PROVIDENCE, R.I. [Brown University] — When Françoise Hamlin, an associate professor of Africana studies and history, arrived at Brown in 2008, she quickly learned of the University’s historic partnership with Tougaloo College in Jackson, Mississippi, formalized in 1964 during the civil rights era.
Hamlin also learned of a semester-long exchange program between Brown and the historically black liberal arts college, but noticed that far more students from Tougaloo were coming to Brown than the other way around.
To a British native whose interest in and research on the American South stems from a “gap year” spent in Clarksdale, Mississippi — one that eventually led to the subject of her first book, “Crossroads at Clarksdale: The Black Freedom Struggle in the Mississippi Delta After World War II” — the absence of an equal exchange, she believed, was a missed opportunity.
“Most of our students don’t come from the deep South, so their knowledge of it is limited,” Hamlin said. “Tougaloo has so many beautiful strengths, and I wanted to direct students to look at Tougaloo as an alternative and worthy place of study, where they would gain a better understanding of themselves and their own country.”
To do this, she created a one-week trip to Tougaloo during spring break that last week brought a group of Brown students to Mississippi for the sixth consecutive year. She designed the spring break trip not just as an opportunity to immerse students in the rich civil rights heritage of Mississippi but also to introduce them to the Tougaloo campus and encourage some to come back for a full semester.
First-year student Meghan Mozea said that last week’s trip inspired her to do exactly that.
“I originally didn’t want to do the full semester exchange,” said Mozea, who plans to concentrate in history and education. “This experience changed my mind. I took two of the best classes I’ve ever taken, and students there were so passionate about things that I felt such a personal connection to.”
Hamlin said the trip is intended to be transformational – grounded in history but also a charge to fight injustice in the present and future. This year’s trip, co-organized by Hamlin and Tougaloo College faculty (Hamlin is on sabbatical this semester), included a focus on social justice struggles outside of the fight for African-American civil rights in the U.S. Students met with undocumented Tougaloo students applying for amnesty in the U.S. and took part in discussions focused on international human rights and religious extremism.
“The students left Tougaloo really engaged and chomping at the bit to throw themselves into social justice work, knowing that every little thing helps,” Hamlin said. “They really understand now that because they have the privilege to be here at Brown, there are so many tools and resources they can marshal to do this important work. They felt very empowered. You can’t teach that in a classroom in one week.”
This year, for the first time, Brown’s spring break coincided with the Veterans of the Mississippi Civil Rights Movement conference, an annual gathering of activists from the civil rights movement of the 1960s.

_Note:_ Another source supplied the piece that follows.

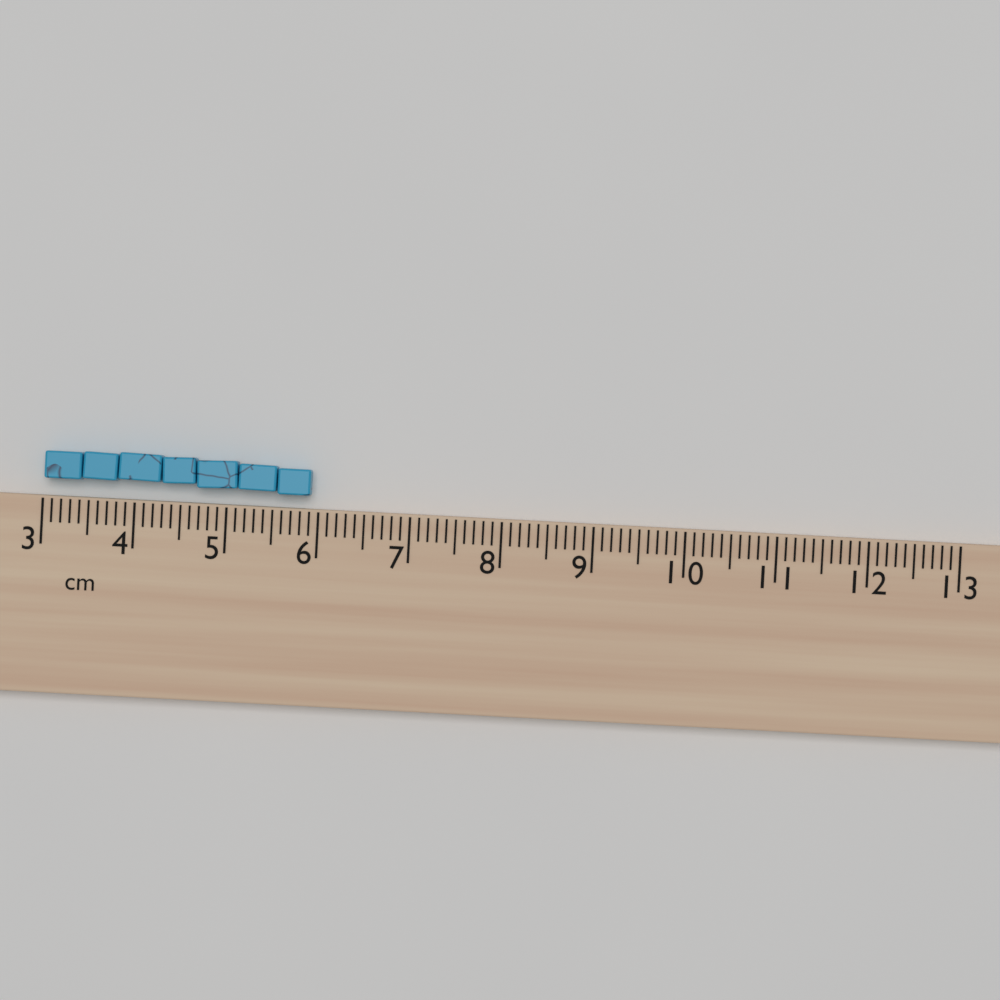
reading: 5.9 cm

Students attended the conference, presented at the opening plenary, and learned from civil rights luminaries such as Hollis Watkins and Joan Trumpauer Mulholland.
They also took a civil rights tour of Jackson with stops at Farish Street, a central location for activism in the 1960s, and the home of Medgar Evers, the NAACP field secretary for Mississippi who was killed by a Ku Klux Klan member in his driveway in 1963. At Jackson State University, they toured the Margaret Walker Center, a museum dedicated to the preservation, interpretation and dissemination of African-American history and culture, and attended a panel on civil rights and immigration.
For Mozea, the spring break trip and a future semester in Tougaloo are just first steps in what she expects will be a longer journey. She recounted how at the Veterans of the Mississippi Civil Rights Movement conference, one veteran activist told Brown and Tougaloo students that they have both the ability and the responsibility to take up the fight for social justice that she and her generation had begun when they, too, were college students.
“It was moving and terrifying that they were putting so much faith in us to do this work,” Mozea said. “But they did it when they were our age. I realize that everything I’m learning in the classroom, I need to be able to find a way to apply it in real life. I’m at the point now where I can really start to make a difference.”